Another cause of concern is the fact that pornography is inspiring more violent forms of sex. You only have to go to google and type “sex + violence” and you will be led to thousands of sites that openly deal with most atrocious acts of violence and degradation in the name of sex. The trouble starts when people want to replicate these acts of violence and degradation in their homes. Instead of getting any pleasure they are more likely to end up badly hurt. And when people are unable to replicate the performances of their favorite porn stars they develop frightening levels of insecurity. Many of them might feel tempted to go in for dangerous surgeries in order to have their looks changed or their organs artificially enhanced.


In a survey done in US, 500 women who had recently viewed pornography, 42 percent said they felt bad about their bodies, 33 percent said that they felt sexually inadequate and 25 percent viewed sex as if it was a performance.
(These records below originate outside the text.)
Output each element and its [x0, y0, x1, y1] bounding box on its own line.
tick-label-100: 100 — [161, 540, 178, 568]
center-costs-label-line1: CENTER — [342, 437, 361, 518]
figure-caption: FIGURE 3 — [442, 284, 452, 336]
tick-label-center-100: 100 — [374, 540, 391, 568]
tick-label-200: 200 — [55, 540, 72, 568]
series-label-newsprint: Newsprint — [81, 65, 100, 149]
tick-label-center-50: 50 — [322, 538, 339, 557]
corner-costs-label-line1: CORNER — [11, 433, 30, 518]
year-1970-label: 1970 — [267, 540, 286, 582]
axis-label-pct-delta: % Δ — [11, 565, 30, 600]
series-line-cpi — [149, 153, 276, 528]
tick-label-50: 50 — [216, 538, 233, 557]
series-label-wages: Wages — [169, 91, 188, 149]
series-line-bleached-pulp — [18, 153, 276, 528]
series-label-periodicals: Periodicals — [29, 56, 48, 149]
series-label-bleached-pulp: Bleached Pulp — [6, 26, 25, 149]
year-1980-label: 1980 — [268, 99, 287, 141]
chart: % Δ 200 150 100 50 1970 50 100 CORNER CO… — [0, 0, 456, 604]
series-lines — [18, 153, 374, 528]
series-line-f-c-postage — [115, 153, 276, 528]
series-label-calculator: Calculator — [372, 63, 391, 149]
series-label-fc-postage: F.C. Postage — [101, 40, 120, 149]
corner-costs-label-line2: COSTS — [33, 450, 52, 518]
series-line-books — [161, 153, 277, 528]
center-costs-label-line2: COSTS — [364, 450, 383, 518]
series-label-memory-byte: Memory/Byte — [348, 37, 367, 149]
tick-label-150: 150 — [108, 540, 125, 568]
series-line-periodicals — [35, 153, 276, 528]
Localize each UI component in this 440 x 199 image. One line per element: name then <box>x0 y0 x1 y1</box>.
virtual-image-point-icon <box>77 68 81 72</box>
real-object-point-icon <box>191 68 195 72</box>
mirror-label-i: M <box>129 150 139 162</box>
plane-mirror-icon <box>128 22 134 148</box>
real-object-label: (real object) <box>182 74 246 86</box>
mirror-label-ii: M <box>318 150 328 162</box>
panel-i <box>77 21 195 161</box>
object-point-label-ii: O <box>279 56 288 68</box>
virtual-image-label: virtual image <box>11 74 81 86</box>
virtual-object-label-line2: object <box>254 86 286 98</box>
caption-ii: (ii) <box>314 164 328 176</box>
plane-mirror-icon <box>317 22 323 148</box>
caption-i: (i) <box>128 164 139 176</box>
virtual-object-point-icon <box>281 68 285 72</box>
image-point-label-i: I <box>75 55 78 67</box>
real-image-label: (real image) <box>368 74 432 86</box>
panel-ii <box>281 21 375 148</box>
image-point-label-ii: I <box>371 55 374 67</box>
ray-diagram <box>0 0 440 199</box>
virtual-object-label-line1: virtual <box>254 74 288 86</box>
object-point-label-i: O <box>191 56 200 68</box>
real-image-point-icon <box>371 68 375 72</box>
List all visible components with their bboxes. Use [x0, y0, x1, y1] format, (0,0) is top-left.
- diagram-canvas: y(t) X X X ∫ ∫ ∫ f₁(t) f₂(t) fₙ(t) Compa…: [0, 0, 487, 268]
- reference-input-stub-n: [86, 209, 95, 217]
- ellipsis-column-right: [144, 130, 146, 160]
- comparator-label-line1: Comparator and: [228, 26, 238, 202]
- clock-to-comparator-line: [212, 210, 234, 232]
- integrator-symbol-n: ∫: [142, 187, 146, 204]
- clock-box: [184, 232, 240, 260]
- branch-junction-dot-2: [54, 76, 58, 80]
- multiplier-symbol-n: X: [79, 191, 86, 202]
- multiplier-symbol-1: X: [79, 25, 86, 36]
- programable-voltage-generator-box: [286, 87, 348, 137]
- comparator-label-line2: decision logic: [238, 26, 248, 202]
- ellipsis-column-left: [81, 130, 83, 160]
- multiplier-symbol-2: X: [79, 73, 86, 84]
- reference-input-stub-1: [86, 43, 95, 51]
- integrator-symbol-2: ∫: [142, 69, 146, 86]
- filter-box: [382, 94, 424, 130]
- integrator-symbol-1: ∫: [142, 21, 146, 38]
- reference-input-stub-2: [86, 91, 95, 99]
Breast augmentation is the third most common surgical operation in the US, with 291,000 operations carried out in 2005, despite concerns over the safety of such procedures. In India, more and more women are going in for breast enhancement surgery. Although the data on Indian men who have gone in for penile implants is not available, their numbers could be as large as that of our women who have had breast enhancements. 

Rumors are always going round that this Bollywood heroine has had a nose job, or a breast job done to enhance her looks. The question we should all put to ourselves is why should a woman’s beauty be solely dependent on the straightness of the nose or the plumpness of the breasts. Why should a man’s sexuality be dependent on the length of his organ? But that is how beauty is increasingly gets defined in today’s porn culture. If you don’t have udders as large as the neighborhood buffalo then you are not beautiful. If you are not hung like the gorilla in the Delhi zoo then you are not man enough.


A case can also be made that porn inspires drug abuse. Porn movies often depict their artists snorting drugs before they launch their marathon romp on the bed. Viagara too after all is a drug. At today’s rates this drug is costlier than gold. It is now being reported that a new generation of drugs, is due to hit world markets in three years. This new drug promises not just sexual arousal, but also a feeling of eagerness and enthusiasm about sex; apparently, this too is something that now needs to be manufactured. What was earlier a pure and sublime natural activity has now been turned into something that is dependent solely on chemicals that we ingest.


Sex in the porn culture is no longer a basic instinct. When sex organs are artificially created in surgical lab, when desire and arousal are artificially inculcated through drugs such as Viagara, than sex ceases to be an instinct. It becomes something out and out artificial. That is why I hate pornography. I hate it because it has destroyed the nature of love and sex. Under the tutelage of porn, sex has turned increasingly coercive, violent, demeaning and empty.